The women in the hostel across the road live in single bedsits with their children, and although Ivy House is categorised as temporary accommodation some families have been there for more than two years. They are allowed no visitors at any time, day or night, are not permitted to eat in their room, cannot smoke anywhere in the hostel, and are prohibited from using their own bed sheets. CCTV is fitted throughout, and there are regular room inspections by staff. One interviewed mother said: ‘I feel like I’m in a prison.’ Their entire Housing Benefit goes to the privately-owned hostel.

Ivy House, which has 97 bedsits over 2 floors, is owned by Rooms & Studios London, a company set up by business operations expert Danny Edgar and structural engineer and technocrat Zamir Haim. They have 1,500 units for rent across London, and describe the accommodation as being for ‘professionals, students and hostel seekers’. In the three decades they have operated in London the two entrepreneurs have bought, built, refurbished and sold assets worth over £200 million.

Hackney Labour Council currently houses 793 homeless families in hostels like Ivy House, the highest number of any London borough, where a total of 2,733 households, around 8,000 people, live in temporary accommodation, the sixth highest in London. £35 million per year in Housing Benefit is being paid to private landlords like Rooms & Studios London in order to house homeless families in temporary accommodation in Hackney – but it’s being paid by Central Government, not Hackney Council. It’s not surprising, therefore, that the Hackney Mayor recently stated he was ‘pleased’ he kept the borough’s hostels open.

Hackney Council isn’t alone. London Labour Councils lead the way in the number of homeless households they place in temporary accommodation, making up 10 of the 13 worst councils and accounting for 37,661 households out of a total of 53,343. That’s upwards of 150,000 people, including 90,000 children, living in temporary housing, bed and breakfasts, hostels and other private accommodation across London. Yet the programme of estate demolition – also led by London Labour Councils – continues.

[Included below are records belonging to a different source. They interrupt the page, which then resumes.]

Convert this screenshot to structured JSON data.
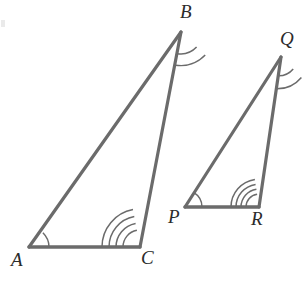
{
  "figure": {
    "type": "geometry-diagram",
    "background_color": "#ffffff",
    "stroke_color": "#6b6b6b",
    "arc_color": "#6b6b6b",
    "label_color": "#2b2b2b",
    "stroke_width": 3.2,
    "arc_width": 1.5,
    "width": 305,
    "height": 288
  },
  "triangles": [
    {
      "name": "triangle-ABC",
      "vertices": [
        {
          "label": "A",
          "x": 29,
          "y": 247,
          "label_x": 11,
          "label_y": 250,
          "arc_count": 1,
          "arc_radius": 20
        },
        {
          "label": "B",
          "x": 181,
          "y": 32,
          "label_x": 180,
          "label_y": 2,
          "arc_count": 2,
          "arc_radius": 22
        },
        {
          "label": "C",
          "x": 140,
          "y": 247,
          "label_x": 141,
          "label_y": 248,
          "arc_count": 4,
          "arc_radius": 38
        }
      ],
      "sides": [
        {
          "name": "side-AB",
          "from": "A",
          "to": "B"
        },
        {
          "name": "side-BC",
          "from": "B",
          "to": "C"
        },
        {
          "name": "side-AC",
          "from": "A",
          "to": "C"
        }
      ]
    },
    {
      "name": "triangle-PQR",
      "vertices": [
        {
          "label": "P",
          "x": 185,
          "y": 207,
          "label_x": 168,
          "label_y": 207,
          "arc_count": 1,
          "arc_radius": 17
        },
        {
          "label": "Q",
          "x": 281,
          "y": 57,
          "label_x": 280,
          "label_y": 29,
          "arc_count": 2,
          "arc_radius": 19
        },
        {
          "label": "R",
          "x": 259,
          "y": 207,
          "label_x": 251,
          "label_y": 209,
          "arc_count": 4,
          "arc_radius": 28
        }
      ],
      "sides": [
        {
          "name": "side-PQ",
          "from": "P",
          "to": "Q"
        },
        {
          "name": "side-QR",
          "from": "Q",
          "to": "R"
        },
        {
          "name": "side-PR",
          "from": "P",
          "to": "R"
        }
      ]
    }
  ],
  "artifacts": [
    {
      "name": "scan-edge-mark",
      "x": 1,
      "y": 20,
      "width": 4,
      "height": 7
    }
  ]
}
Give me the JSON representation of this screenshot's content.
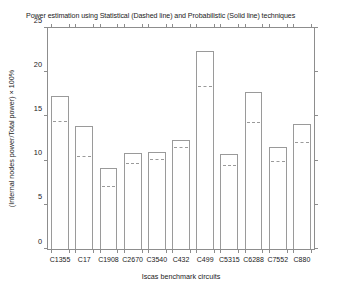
{
  "chart_data": {
    "type": "bar",
    "title": "Power estimation using Statistical (Dashed line) and Probabilistic (Solid line) techniques",
    "xlabel": "Iscas benchmark circuits",
    "ylabel": "(Internal nodes power/Total power) × 100%",
    "categories": [
      "C1355",
      "C17",
      "C1908",
      "C2670",
      "C3540",
      "C432",
      "C499",
      "C5315",
      "C6288",
      "C7552",
      "C880"
    ],
    "ylim": [
      0,
      25
    ],
    "yticks": [
      0,
      5,
      10,
      15,
      20,
      25
    ],
    "ytick_labels": [
      "0",
      "5",
      "10",
      "15",
      "20",
      "25"
    ],
    "grid": false,
    "legend": "none",
    "series": [
      {
        "name": "Probabilistic (Solid line)",
        "style": "solid-bar-outline",
        "values": [
          17.3,
          13.9,
          9.2,
          10.9,
          11.0,
          12.3,
          22.4,
          10.7,
          17.8,
          11.5,
          14.1
        ]
      },
      {
        "name": "Statistical (Dashed line)",
        "style": "dashed-line",
        "values": [
          14.4,
          10.4,
          7.0,
          9.6,
          10.1,
          11.4,
          18.3,
          9.4,
          14.2,
          9.8,
          12.0
        ]
      }
    ]
  },
  "axes": {
    "y_title": "(Internal nodes power/Total power) × 100%",
    "x_title": "Iscas benchmark circuits"
  }
}
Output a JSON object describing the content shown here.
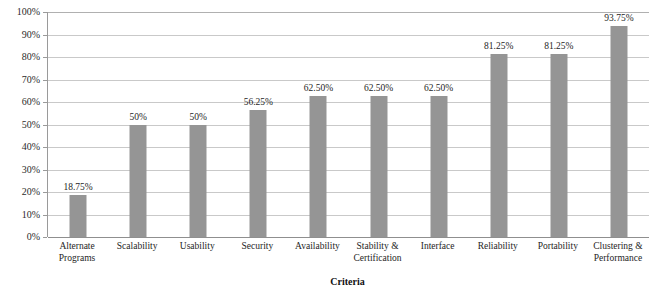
{
  "chart_data": {
    "type": "bar",
    "title": "",
    "xlabel": "Criteria",
    "ylabel": "",
    "ylim": [
      0,
      100
    ],
    "grid": true,
    "legend": "none",
    "orientation": "vertical",
    "bar_color": "#959595",
    "categories": [
      "Alternate Programs",
      "Scalability",
      "Usability",
      "Security",
      "Availability",
      "Stability & Certification",
      "Interface",
      "Reliability",
      "Portability",
      "Clustering & Performance"
    ],
    "category_lines": [
      [
        "Alternate",
        "Programs"
      ],
      [
        "Scalability"
      ],
      [
        "Usability"
      ],
      [
        "Security"
      ],
      [
        "Availability"
      ],
      [
        "Stability &",
        "Certification"
      ],
      [
        "Interface"
      ],
      [
        "Reliability"
      ],
      [
        "Portability"
      ],
      [
        "Clustering &",
        "Performance"
      ]
    ],
    "values": [
      18.75,
      50,
      50,
      56.25,
      62.5,
      62.5,
      62.5,
      81.25,
      81.25,
      93.75
    ],
    "value_labels": [
      "18.75%",
      "50%",
      "50%",
      "56.25%",
      "62.50%",
      "62.50%",
      "62.50%",
      "81.25%",
      "81.25%",
      "93.75%"
    ],
    "y_ticks": [
      0,
      10,
      20,
      30,
      40,
      50,
      60,
      70,
      80,
      90,
      100
    ],
    "y_tick_labels": [
      "0%",
      "10%",
      "20%",
      "30%",
      "40%",
      "50%",
      "60%",
      "70%",
      "80%",
      "90%",
      "100%"
    ]
  }
}
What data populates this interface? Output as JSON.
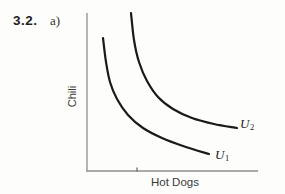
{
  "page": {
    "background": "#fdfdfc"
  },
  "heading": {
    "problem_number": "3.2.",
    "part_label": "a)"
  },
  "figure": {
    "ylabel": "Chili",
    "xlabel": "Hot Dogs",
    "curve_label_u2": {
      "letter": "U",
      "subscript": "2"
    },
    "curve_label_u1": {
      "letter": "U",
      "subscript": "1"
    }
  },
  "colors": {
    "curve": "#1a1a1a",
    "axis": "#8e8e8e",
    "tick": "#6f6f6f",
    "text": "#3a3a3a"
  },
  "chart_data": {
    "type": "line",
    "title": "",
    "xlabel": "Hot Dogs",
    "ylabel": "Chili",
    "axis_tick_labels": "none (qualitative axes, one unlabeled tick on x-axis)",
    "legend": "labels at right end of each curve: U1 (lower), U2 (upper)",
    "coordinate_space": "screenshot pixels, y increases downward",
    "axes_px": {
      "origin": [
        87,
        171
      ],
      "y_top": 13,
      "x_right": 258,
      "x_tick_at": 137
    },
    "series": [
      {
        "name": "U1",
        "label": "U1",
        "points_px": [
          [
            103,
            38
          ],
          [
            106,
            62
          ],
          [
            110,
            82
          ],
          [
            117,
            99
          ],
          [
            128,
            115
          ],
          [
            143,
            128
          ],
          [
            162,
            138
          ],
          [
            183,
            146
          ],
          [
            209,
            154
          ]
        ]
      },
      {
        "name": "U2",
        "label": "U2",
        "points_px": [
          [
            131,
            13
          ],
          [
            134,
            40
          ],
          [
            139,
            62
          ],
          [
            147,
            81
          ],
          [
            158,
            97
          ],
          [
            173,
            109
          ],
          [
            192,
            118
          ],
          [
            214,
            124
          ],
          [
            237,
            128
          ]
        ]
      }
    ]
  }
}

According to figures released this month by the Department of Communities and Local Government compiled from the 2015-16 data returns of Local Authority Housing Statistics, 5,098 dwellings owned by London Labour Councils (out of a total of 6,139 across the capital) are sitting empty this winter. But in reality, given the number of council estates having their housing stock transferred to private developers and housing associations and then emptied – and left empty for years on end – in preparation for their demolition, these figures are only the tip of the iceberg.

In the face of this housing crisis, Hackney Labour Council has recently announced the extension of its demolition programme to 19 council estates across the borough. This doesn’t include its collaboration with the Guinness Partnership in its plans to demolish Northwold Estate, whose council housing stock was transferred to the housing association. In place of the 19 demolished council estates, Hackney Council has said that it’s going to build 2,760 new homes: 1,360 for private sale, 500 for shared ownership or joint equity – about whose dangers residents are kept in the dark – with 900 homes promised for social rent.

What Hackney Labour Council doesn’t say, however, is how many council homes it will demolish across the 19 estates, how many residents will be made homeless by the demolition of their homes, how many will be able to afford to take up the council’s ‘Right to Return’ to the new developments, how many will be housed in privately-owned temporary accommodation for how many years within the borough, how many will be moved out of the borough under the threat of being declared to have made themselves ‘intentionally homeless’ (at which point, following the 2011 Localism Act, the council’s duty of care is now discharged), how many net homes for social rent will be lost to the estate demolition programme, or what guarantees it gives that the 900 homes for social rent it has promised will actually be built now that, with the changes to planning legislation under the 2016 Housing and Planning Act, there are no longer any obligations to do so. And you can understand why.